China's pivot towards domestic consumption-driven growth with the process of opening up will inject more growth momentum into global economic recovery, International Monetary Fund (IMF) Managing Director Kristalina Georgieva said on Friday.
"China's recovery translates into positive spillovers, especially for economies that are connected through commodity exports and other avenues of global integration," Georgieva told Xinhua at a virtual media roundtable with Washington-based reporters, adding that it's a positive development for both China and the world.
China was the only major economy to register positive growth in 2020 with a rate of 2.3 percent, but its growth was "still not entirely balanced" because most of it was driven by public investments and other forms of support, Georgieva noted.
"So gearing its growth more towards domestic consumption is something that China will pursue throughout the years, and continuing with the process of opening up, especially in the financial services, will help China inject more growth momentum into the rest of the world," she said.
According to the latest update to its World Economic Outlook (WEO), the IMF projected China's economy to grow by 8.1 percent in 2021, amid a partial and uneven global recovery.
"This year we face the risk of great divergence.
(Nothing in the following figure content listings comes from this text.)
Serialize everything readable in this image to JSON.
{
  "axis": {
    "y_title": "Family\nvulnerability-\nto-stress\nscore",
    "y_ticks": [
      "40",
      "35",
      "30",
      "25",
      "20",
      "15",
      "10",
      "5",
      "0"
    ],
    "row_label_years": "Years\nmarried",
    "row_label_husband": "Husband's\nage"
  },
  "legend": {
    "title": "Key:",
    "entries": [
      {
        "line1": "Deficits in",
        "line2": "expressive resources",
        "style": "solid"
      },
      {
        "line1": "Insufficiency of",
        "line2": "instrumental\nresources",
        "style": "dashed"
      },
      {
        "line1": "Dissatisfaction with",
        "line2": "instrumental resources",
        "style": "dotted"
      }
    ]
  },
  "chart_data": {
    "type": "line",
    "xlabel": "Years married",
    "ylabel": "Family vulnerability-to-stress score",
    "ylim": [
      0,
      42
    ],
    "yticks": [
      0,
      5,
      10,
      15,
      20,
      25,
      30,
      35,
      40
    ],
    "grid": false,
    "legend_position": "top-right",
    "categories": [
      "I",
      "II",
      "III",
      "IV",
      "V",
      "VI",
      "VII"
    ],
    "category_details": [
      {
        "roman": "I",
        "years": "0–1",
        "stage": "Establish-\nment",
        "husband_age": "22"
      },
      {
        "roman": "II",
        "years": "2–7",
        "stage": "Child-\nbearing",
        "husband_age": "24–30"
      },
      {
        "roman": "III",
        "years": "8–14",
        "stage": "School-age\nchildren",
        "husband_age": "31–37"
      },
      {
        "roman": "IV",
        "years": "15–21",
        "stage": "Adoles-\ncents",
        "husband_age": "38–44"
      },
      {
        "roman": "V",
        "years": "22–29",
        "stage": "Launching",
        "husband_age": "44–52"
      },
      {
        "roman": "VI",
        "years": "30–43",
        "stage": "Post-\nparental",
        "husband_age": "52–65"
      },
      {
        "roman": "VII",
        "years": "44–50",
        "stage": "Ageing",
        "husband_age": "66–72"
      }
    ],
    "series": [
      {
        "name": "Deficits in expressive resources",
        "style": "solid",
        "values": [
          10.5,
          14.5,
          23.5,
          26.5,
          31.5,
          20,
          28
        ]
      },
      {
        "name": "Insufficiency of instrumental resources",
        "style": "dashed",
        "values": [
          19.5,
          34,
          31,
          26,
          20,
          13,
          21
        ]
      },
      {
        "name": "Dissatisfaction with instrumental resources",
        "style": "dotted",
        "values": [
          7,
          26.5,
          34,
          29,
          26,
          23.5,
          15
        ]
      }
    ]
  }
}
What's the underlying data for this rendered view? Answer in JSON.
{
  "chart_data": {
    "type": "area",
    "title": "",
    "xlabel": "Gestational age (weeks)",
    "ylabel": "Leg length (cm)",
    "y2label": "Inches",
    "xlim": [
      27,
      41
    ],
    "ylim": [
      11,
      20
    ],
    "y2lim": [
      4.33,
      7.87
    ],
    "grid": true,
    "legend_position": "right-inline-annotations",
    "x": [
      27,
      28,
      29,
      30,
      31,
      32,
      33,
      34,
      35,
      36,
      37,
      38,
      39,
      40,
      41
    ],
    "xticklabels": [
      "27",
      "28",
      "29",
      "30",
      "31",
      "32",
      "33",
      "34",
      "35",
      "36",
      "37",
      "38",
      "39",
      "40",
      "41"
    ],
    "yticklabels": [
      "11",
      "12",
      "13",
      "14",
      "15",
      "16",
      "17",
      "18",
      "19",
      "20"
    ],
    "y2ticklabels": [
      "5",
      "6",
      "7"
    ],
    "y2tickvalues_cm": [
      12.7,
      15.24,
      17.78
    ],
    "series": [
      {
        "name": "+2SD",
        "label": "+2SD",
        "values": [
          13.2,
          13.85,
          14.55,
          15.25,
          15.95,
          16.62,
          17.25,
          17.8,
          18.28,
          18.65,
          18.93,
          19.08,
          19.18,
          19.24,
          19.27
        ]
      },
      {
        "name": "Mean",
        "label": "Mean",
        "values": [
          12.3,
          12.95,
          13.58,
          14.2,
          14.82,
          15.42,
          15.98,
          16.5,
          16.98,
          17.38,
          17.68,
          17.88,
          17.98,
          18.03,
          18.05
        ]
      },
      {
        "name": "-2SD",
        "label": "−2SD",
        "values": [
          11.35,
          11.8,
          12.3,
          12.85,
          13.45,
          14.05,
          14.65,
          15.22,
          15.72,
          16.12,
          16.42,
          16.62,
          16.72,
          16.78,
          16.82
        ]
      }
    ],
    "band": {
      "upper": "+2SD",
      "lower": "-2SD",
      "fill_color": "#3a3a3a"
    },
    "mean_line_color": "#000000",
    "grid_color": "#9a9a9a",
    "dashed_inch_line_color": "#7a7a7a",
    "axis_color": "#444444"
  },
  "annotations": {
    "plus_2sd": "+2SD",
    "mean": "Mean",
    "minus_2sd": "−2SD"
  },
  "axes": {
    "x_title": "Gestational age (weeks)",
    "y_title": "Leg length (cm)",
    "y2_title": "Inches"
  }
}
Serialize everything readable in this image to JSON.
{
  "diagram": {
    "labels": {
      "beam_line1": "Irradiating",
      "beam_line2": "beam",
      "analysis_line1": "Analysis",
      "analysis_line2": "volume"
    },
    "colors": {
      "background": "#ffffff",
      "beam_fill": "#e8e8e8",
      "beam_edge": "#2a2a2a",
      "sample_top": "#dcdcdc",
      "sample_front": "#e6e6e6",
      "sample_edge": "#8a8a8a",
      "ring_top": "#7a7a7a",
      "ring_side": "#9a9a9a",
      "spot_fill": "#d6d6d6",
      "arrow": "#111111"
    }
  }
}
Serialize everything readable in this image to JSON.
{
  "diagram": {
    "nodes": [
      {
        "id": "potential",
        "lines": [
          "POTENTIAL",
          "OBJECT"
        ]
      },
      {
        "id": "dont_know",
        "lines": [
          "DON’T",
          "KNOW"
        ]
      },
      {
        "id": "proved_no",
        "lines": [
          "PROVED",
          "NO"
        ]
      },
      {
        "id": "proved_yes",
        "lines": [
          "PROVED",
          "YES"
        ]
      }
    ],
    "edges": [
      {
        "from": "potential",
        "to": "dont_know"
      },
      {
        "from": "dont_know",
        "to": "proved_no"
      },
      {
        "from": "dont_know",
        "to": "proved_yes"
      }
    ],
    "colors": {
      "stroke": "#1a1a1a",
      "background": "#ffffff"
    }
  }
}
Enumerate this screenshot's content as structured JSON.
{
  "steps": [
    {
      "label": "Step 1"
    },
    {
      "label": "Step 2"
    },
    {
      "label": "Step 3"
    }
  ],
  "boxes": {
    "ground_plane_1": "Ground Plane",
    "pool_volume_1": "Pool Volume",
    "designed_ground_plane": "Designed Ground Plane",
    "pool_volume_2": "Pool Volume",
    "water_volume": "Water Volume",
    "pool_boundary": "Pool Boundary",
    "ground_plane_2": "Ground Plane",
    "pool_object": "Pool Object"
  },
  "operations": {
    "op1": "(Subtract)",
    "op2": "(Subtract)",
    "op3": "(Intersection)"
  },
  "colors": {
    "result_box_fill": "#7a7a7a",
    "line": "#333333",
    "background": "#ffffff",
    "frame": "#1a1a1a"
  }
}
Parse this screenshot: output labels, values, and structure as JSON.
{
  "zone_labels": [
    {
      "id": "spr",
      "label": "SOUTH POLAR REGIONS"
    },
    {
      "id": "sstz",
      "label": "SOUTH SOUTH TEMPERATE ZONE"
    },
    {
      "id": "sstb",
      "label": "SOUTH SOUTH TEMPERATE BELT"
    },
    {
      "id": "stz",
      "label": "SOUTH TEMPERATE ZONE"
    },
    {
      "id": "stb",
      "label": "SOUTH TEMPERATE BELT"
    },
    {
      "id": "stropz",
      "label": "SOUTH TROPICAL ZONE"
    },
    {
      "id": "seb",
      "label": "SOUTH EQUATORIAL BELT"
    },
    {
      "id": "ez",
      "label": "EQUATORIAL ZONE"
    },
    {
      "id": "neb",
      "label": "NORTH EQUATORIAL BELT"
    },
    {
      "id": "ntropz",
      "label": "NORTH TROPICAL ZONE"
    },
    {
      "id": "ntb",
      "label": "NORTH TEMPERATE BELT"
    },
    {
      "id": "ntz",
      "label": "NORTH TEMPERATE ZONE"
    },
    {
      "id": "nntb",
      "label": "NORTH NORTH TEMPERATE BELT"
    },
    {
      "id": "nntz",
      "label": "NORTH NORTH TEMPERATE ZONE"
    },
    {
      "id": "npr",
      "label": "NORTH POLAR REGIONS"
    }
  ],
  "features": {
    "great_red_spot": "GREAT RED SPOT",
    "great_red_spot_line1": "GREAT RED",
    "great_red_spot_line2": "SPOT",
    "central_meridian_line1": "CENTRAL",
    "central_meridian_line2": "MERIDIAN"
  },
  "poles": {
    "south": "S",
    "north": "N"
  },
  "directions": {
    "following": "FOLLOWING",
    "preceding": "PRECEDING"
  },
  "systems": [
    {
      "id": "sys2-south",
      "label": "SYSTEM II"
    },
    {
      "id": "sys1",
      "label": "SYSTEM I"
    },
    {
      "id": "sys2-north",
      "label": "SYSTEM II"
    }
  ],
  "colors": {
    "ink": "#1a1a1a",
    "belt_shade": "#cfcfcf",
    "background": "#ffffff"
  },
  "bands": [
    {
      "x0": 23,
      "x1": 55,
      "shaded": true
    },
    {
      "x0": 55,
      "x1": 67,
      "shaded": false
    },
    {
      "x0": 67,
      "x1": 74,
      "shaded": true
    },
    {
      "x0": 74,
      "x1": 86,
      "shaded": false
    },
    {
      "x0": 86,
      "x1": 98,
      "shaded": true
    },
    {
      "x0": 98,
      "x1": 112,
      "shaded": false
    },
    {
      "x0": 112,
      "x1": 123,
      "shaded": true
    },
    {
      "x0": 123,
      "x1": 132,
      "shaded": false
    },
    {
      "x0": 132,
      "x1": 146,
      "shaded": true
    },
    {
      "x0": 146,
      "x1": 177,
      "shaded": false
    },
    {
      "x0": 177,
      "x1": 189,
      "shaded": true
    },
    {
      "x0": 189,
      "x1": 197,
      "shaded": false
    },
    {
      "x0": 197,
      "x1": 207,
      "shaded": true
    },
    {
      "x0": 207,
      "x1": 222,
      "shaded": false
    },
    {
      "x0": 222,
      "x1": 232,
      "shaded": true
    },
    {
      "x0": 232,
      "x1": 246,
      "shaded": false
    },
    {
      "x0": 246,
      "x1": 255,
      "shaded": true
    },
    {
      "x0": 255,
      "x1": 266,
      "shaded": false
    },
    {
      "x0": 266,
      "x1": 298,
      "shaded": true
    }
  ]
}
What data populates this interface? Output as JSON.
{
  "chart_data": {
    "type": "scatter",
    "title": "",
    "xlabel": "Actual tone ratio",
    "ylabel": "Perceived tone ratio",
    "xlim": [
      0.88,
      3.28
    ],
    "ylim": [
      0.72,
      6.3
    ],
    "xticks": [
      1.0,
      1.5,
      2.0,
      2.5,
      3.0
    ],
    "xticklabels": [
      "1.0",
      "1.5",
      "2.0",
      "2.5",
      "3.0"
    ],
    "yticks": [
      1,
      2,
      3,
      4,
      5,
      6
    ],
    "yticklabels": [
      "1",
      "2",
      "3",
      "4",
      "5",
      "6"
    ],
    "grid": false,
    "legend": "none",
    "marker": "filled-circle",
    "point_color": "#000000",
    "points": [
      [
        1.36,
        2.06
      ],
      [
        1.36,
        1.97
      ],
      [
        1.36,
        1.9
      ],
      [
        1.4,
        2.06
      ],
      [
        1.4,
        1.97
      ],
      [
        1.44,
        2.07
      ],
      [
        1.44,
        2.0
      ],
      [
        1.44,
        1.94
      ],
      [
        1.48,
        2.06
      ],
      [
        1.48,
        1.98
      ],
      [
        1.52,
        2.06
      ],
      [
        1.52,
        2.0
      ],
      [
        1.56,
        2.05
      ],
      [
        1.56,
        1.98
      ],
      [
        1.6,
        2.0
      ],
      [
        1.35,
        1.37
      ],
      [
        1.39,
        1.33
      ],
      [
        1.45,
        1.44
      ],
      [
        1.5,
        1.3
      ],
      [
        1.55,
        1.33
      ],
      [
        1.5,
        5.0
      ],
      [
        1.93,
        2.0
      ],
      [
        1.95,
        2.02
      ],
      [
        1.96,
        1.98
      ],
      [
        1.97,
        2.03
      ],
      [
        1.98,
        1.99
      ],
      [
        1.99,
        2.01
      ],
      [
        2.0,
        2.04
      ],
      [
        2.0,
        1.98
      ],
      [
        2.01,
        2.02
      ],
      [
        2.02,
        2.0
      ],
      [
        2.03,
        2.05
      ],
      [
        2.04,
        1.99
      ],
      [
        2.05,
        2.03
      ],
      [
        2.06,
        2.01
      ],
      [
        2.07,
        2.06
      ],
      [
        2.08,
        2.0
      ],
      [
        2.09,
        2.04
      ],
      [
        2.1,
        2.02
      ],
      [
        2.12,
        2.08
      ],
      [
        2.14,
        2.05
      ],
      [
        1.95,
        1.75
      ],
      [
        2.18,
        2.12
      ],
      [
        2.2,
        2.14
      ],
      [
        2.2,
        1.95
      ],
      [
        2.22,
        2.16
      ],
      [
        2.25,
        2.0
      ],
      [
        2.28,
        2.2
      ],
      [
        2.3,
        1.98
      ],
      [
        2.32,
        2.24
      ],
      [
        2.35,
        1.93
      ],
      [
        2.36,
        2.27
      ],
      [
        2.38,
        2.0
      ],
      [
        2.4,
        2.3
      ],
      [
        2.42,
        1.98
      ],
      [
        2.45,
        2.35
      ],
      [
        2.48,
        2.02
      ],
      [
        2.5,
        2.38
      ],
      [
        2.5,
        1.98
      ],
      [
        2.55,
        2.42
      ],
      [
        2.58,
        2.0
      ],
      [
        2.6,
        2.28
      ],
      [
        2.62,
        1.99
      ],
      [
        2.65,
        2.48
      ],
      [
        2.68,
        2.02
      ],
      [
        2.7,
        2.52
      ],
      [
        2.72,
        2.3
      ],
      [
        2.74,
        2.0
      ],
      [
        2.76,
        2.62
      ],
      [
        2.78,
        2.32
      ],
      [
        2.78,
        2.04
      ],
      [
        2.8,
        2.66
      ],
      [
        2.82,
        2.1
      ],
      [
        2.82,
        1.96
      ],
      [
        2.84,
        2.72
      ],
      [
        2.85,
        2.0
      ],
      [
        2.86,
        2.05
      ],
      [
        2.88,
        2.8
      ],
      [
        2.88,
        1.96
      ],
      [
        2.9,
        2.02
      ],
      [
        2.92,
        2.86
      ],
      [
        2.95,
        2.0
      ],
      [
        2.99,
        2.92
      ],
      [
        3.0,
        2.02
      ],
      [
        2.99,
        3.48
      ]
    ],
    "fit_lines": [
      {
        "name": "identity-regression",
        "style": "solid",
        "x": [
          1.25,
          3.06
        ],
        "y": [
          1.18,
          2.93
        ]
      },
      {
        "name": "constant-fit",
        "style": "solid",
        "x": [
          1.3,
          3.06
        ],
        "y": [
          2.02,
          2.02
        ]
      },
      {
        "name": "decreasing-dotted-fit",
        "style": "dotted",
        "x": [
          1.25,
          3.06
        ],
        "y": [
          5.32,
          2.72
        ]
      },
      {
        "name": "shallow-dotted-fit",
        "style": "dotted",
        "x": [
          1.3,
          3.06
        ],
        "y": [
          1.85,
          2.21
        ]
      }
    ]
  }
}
The path to recovery is uneven," and that unevenness can translate into substantial problems for the world in the years to come, Georgieva said, noting around 50 percent of developing countries will be diverging rather than converging, facing a risk to fall further behind.
"That would be not only a setback for living standards in these countries, but it would make it so much more difficult to bring stability and security for them and for the rest of the world," she warned.
The IMF chief stressed that the world faces "massive global challenges" and they do require all countries, including the United States and China, to work together.
"We just spoke about climate ... It has to be a collective effort," Georgieva said, welcoming China's commitment to striving to achieve carbon neutrality before 2060.
"China also can do a lot in its international engagements to support that same transition to climate resilience and low carbon in the rest of the world," she said.
As China has emerged as a major world creditor and developed its own vaccines, Georgieva believed that collaboration from China in the areas of debt sustainability and access to vaccines is also very important.
"It is very important that China joined the common framework, and together with everybody else in the G20, to make sure that we can prevent countries from virtually collapsing because of unsustainable debt levels," she said.